Moon Shot by Kenneth Snelson shown in Beijing (above left);Fish Out of Water by Jon Isherwood shown in Wenzhou (above right); Challenge by Bruce Beasley shown in Shanghai.

 

 

   

Another triumph - they each sold a piece to China National Museum of Fine Art, of which Smith says “that's a first really, for Western sculptors to each sell a piece into the museum's permanent collection from a single exhibition”. The show was intended to go around the world, then the financial crisis hit, and Smith speculates “If we had started the Digital Stone Exhibition even two months later than we did, it would never had happened. Autodesk suffered like everyone else, and even though they are surviving this thing, they are doing it with their shares at half the value, so corporate sponsorship isn't there for now.”

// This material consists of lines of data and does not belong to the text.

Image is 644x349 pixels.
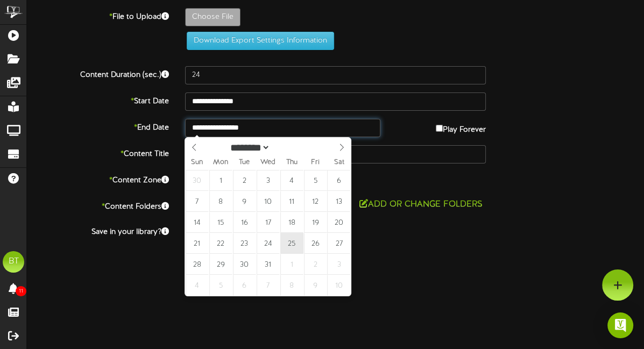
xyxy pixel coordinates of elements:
button: Download Export Settings Information [187,32,334,50]
a: Download Export Settings Information [181,36,334,45]
span: December 29, 2025 [210,254,232,275]
label: Content Duration (sec.) [19,66,177,81]
span: December 25, 2025 [280,233,303,254]
label: File to Upload [19,8,177,23]
label: Start Date [19,92,177,107]
span: January 6, 2026 [233,275,256,296]
span: December 22, 2025 [210,233,232,254]
span: December 26, 2025 [304,233,327,254]
span: December 2, 2025 [233,170,256,191]
span: Thu [280,160,303,166]
span: Sun [185,160,209,166]
span: December 21, 2025 [185,233,209,254]
span: January 2, 2026 [304,254,327,275]
input: Play Forever [436,125,443,132]
span: Tue [232,160,256,166]
span: December 31, 2025 [256,254,280,275]
span: Wed [256,160,280,166]
span: December 1, 2025 [210,170,232,191]
label: Content Folders [19,198,177,213]
span: December 16, 2025 [233,212,256,233]
span: Mon [209,160,232,166]
span: December 15, 2025 [210,212,232,233]
label: End Date [19,119,177,134]
span: January 3, 2026 [327,254,350,275]
span: December 18, 2025 [280,212,303,233]
span: December 10, 2025 [256,191,280,212]
span: 11 [15,287,27,296]
span: December 23, 2025 [233,233,256,254]
span: December 12, 2025 [304,191,327,212]
label: Content Title [19,146,177,160]
label: Save in your library? [19,223,177,238]
span: January 5, 2026 [210,275,232,296]
input: Year [270,143,309,153]
span: December 28, 2025 [185,254,209,275]
span: December 9, 2025 [233,191,256,212]
span: December 6, 2025 [327,170,350,191]
span: January 8, 2026 [280,275,303,296]
span: December 20, 2025 [327,212,350,233]
span: December 8, 2025 [210,191,232,212]
span: December 13, 2025 [327,191,350,212]
span: December 24, 2025 [256,233,280,254]
span: December 11, 2025 [280,191,303,212]
button: Add or Change Folders [356,198,485,211]
span: December 17, 2025 [256,212,280,233]
span: Sat [327,160,350,166]
span: December 27, 2025 [327,233,350,254]
span: December 30, 2025 [233,254,256,275]
span: January 4, 2026 [185,275,209,296]
div: BT [2,251,24,273]
label: Play Forever [436,119,485,136]
span: December 5, 2025 [304,170,327,191]
span: December 7, 2025 [185,191,209,212]
span: January 9, 2026 [304,275,327,296]
span: December 4, 2025 [280,170,303,191]
span: December 19, 2025 [304,212,327,233]
span: January 10, 2026 [327,275,350,296]
span: December 14, 2025 [185,212,209,233]
span: November 30, 2025 [185,170,209,191]
span: December 3, 2025 [256,170,280,191]
div: Open Intercom Messenger [608,313,633,338]
span: January 1, 2026 [280,254,303,275]
span: January 7, 2026 [256,275,280,296]
span: Fri [303,160,327,166]
label: Content Zone [19,172,177,186]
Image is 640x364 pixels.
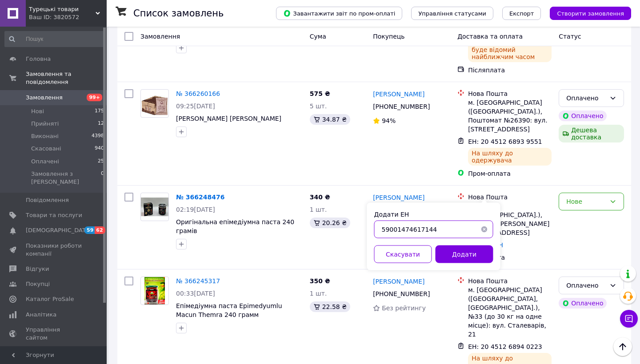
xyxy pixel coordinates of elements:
[557,10,624,17] span: Створити замовлення
[468,98,551,133] div: м. [GEOGRAPHIC_DATA] ([GEOGRAPHIC_DATA].), Поштомат №26390: вул. [STREET_ADDRESS]
[468,285,551,338] div: м. [GEOGRAPHIC_DATA] ([GEOGRAPHIC_DATA], [GEOGRAPHIC_DATA].), №33 (до 30 кг на одне місце): вул. ...
[620,310,638,328] button: Чат з покупцем
[26,211,82,219] span: Товари та послуги
[140,33,180,39] span: Замовлення
[468,343,542,350] span: ЕН: 20 4512 6894 0223
[141,197,169,216] img: Фото товару
[283,9,395,18] span: Завантажити звіт по пром-оплаті
[372,277,425,286] a: [PERSON_NAME]
[95,226,105,234] span: 62
[98,119,104,128] span: 12
[541,9,631,17] a: Створити замовлення
[374,211,409,218] label: Додати ЕН
[468,66,551,75] div: Післяплата
[26,226,92,235] span: [DEMOGRAPHIC_DATA]
[26,70,107,86] span: Замовлення та повідомлення
[176,103,215,109] span: 09:25[DATE]
[176,90,220,98] a: № 366260166
[372,193,425,202] a: [PERSON_NAME]
[381,117,395,124] span: 94%
[101,170,104,186] span: 0
[559,33,581,39] span: Статус
[468,138,542,145] span: ЕН: 20 4512 6893 9551
[176,193,224,200] a: № 366248476
[468,192,551,201] div: Нова Пошта
[613,337,632,356] button: Наверх
[31,132,58,140] span: Виконані
[87,94,102,102] span: 99+
[176,218,294,235] a: Оригінальна епімедіумна паста 240 грамів
[510,10,534,17] span: Експорт
[144,277,165,305] img: Фото товару
[310,103,327,109] span: 5 шт.
[468,253,551,261] div: Післяплата
[411,7,493,20] button: Управління статусами
[26,265,48,273] span: Відгуки
[310,277,330,284] span: 350 ₴
[381,305,426,312] span: Без рейтингу
[310,217,351,228] div: 20.26 ₴
[372,33,404,39] span: Покупець
[140,89,169,117] a: Фото товару
[31,170,101,186] span: Замовлення з [PERSON_NAME]
[26,242,82,257] span: Показники роботи компанії
[559,110,606,121] div: Оплачено
[276,7,402,20] button: Завантажити звіт по пром-оплаті
[26,311,56,319] span: Аналітика
[310,193,330,200] span: 340 ₴
[502,7,541,20] button: Експорт
[559,298,606,309] div: Оплачено
[310,33,326,39] span: Cума
[468,276,551,285] div: Нова Пошта
[31,145,61,153] span: Скасовані
[4,31,105,47] input: Пошук
[31,119,58,128] span: Прийняті
[566,280,605,290] div: Оплачено
[133,8,223,19] h1: Список замовлень
[176,277,220,284] a: № 366245317
[26,295,74,303] span: Каталог ProSale
[310,206,327,213] span: 1 шт.
[374,246,432,263] button: Скасувати
[29,13,107,22] div: Ваш ID: 3820572
[566,196,605,206] div: Нове
[436,246,493,263] button: Додати
[310,90,330,98] span: 575 ₴
[566,93,605,103] div: Оплачено
[418,10,486,17] span: Управління статусами
[310,114,351,124] div: 34.87 ₴
[457,33,522,39] span: Доставка та оплата
[372,90,425,99] a: [PERSON_NAME]
[310,301,351,312] div: 22.58 ₴
[468,201,551,237] div: Кагарлик ([GEOGRAPHIC_DATA].), №1: вул. [PERSON_NAME][STREET_ADDRESS]
[176,206,215,213] span: 02:19[DATE]
[141,91,169,115] img: Фото товару
[468,148,551,166] div: На шляху до одержувача
[31,158,59,166] span: Оплачені
[468,169,551,178] div: Пром-оплата
[95,108,104,115] span: 175
[371,101,432,112] div: [PHONE_NUMBER]
[140,276,169,305] a: Фото товару
[26,55,50,63] span: Головна
[468,89,551,98] div: Нова Пошта
[140,192,169,221] a: Фото товару
[84,226,95,234] span: 59
[468,37,551,62] div: Статус відправлення буде відомий найближчим часом
[31,108,44,115] span: Нові
[371,288,432,300] div: [PHONE_NUMBER]
[26,94,62,102] span: Замовлення
[29,5,96,13] span: Турецькі товари
[475,221,493,239] button: Очистить
[98,158,104,166] span: 25
[176,302,282,319] a: Епімедіумна паста Epimedyumlu Macun Themra 240 грамм
[310,290,327,297] span: 1 шт.
[26,196,69,204] span: Повідомлення
[176,290,215,297] span: 00:33[DATE]
[26,280,49,288] span: Покупці
[95,145,104,153] span: 940
[176,115,281,122] a: [PERSON_NAME] [PERSON_NAME]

Smith is a calm, compact man who exudes a certain strength, and like the stone he shapes to his dreams and desires, he looks like he'll weather a lot of change. The sculptor, who already has multiple responsibilities, went on to open the Beijing Tomorrow Gallery in the Pingod complex in Beijing's south east quarter. Beijing Tomorrow is a gallery with a timeshare apartment that the artists he represents carry the cost of, plus a social center. When he is out of Beijing the gallery and its promotional activities are run by two arts-educated and capable Chinese managers. His tenured professorship at the New York Institute of Technology, and a family plot in Sonoma County in California where he grows lavender and keeps bees to make lavender honey, are two other things that keep the energetic sculptor busy. Then there is his sculpting, inspired by computer-manipulations of images driven by mathematical principles. What he is working on now is scaling down his meditations on the wonder of manifest and inherent organic forms into jewelry-sized pieces.

The influences unleashed by the Digital Arts Exhibition he views as a phenomenon that has just begun. Of the prospects for Western artists in China he notes “There are a lot of public buildings in China and of course public art is in demand”. But beyond that, Beijing Tomorrow represents artists that Smith knows and has worked with, all of whom are “interested in this great marriage of art and science. We are engaged in discussion about how and where to make CAM technology available here. China is very interested in this whole notion of design by computer and computer-driven manufacturing.” Presumably it fits with economic necessity - meeting China's challenge to scale the value-chain in mass or multiple production services. What started with personal introductions of sculptor friends to Dingli has mothered more than mere economic back-scratching. “We broke in at a time when the interest in Western art was just starting. Of course the influences in painting have gone back and forth for some time, but I see the influences of the East even in our first show, specifically the influence of Chinese culture.”